Potential Risks and Privilege Escalation Paths

  1. Kubernetes Engine Viewer
    • Having container.pods.list (and cronjobs, deployments, jobs, and statefulsets list) and container.configMaps.list can potentially leak sensitive credentials and/or details from pod environment variables or what is stored in configMaps. Note that viewing secrets is not allowed by this role.
  2. Kubernetes Engine Developer
    • Having container.secrets.list allows reading secrets contents in all namespaces in the GKE cluster, including kube-system. Kubernetes secrets are also where Kubernetes serviceaccount tokens are stored, so a “Developer” is actually the union of all permissions granted to all serviceaccounts in the cluster. If a controller like Anthos Config ManagementGKE Config SyncWeaveworks’ Flux, or Helm v2 is deployed or any serviceaccount was manually bound to the cluster-admin ClusterRole, a direct path to reading those JWT tokens from their secrets resource and using them to authenticate against the API server is possible and very likely in most GKE clusters. We previously wrote about the power of LIST permissions in this related blog post that covers this scenario in greater detail.

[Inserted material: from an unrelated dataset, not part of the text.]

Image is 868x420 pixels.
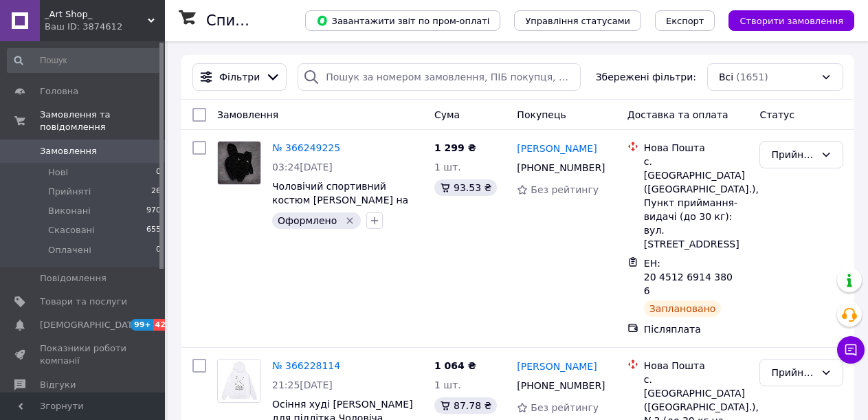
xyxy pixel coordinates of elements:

Diving into Kubernetes Engine Admin vs Developer

The following list of permissions are available to the Kubernetes Engine Admin IAM Role that are not directly assigned to the Kubernetes Engine Developer IAM Role, but those in bold are what can potentially be gained back via the previously mentioned container.secrets.list escalation path:

  • container.certificateSigningRequests.approve
  • container.certificateSigningRequests.getStatus
  • container.clusterRoleBindings.create
  • container.clusterRoleBindings.delete
  • container.clusterRoleBindings.update
  • container.clusterRoles.bind
  • container.clusterRoles.create
  • container.clusterRoles.delete
  • container.clusterRoles.escalate
  • container.clusterRoles.update
  • container.clusters.create
  • container.clusters.delete
  • container.clusters.getCredentials
  • container.clusters.update
  • container.controllerRevisions.create
  • container.controllerRevisions.delete
  • container.controllerRevisions.update
  • container.hostServiceAgent.use
  • container.mutatingWebhookConfigurations.create
  • container.mutatingWebhookConfigurations.delete
  • container.mutatingWebhookConfigurations.update
  • container.operations.get
  • container.operations.list
  • container.podSecurityPolicies.create
  • container.podSecurityPolicies.delete
  • container.podSecurityPolicies.update
  • container.podSecurityPolicies.use
  • container.roleBindings.create
  • container.roleBindings.delete
  • container.roleBindings.update
  • container.roles.bind
  • container.roles.create
  • container.roles.delete
  • container.roles.escalate
  • container.roles.update
  • container.validatingWebhookConfigurations.create
  • container.validatingWebhookConfigurations.delete
  • container.validatingWebhookConfigurations.update

Conclusion

Be aware that the name of these GKE IAM Roles can be confusing and potentially risky if applied without a deeper understanding of their usage in combination with other configuration settings like GKE Basic Authentication and RBAC ClusterRoleBindings. Our recommendation is to ensure GKE Basic Authentication isn’t in place and to handle authorization for users via native RBAC permissions in-cluster. This allows permissions to be granted to a subset of the clusters in the project and at the per-namespace level which provides the ideal levels of granularity.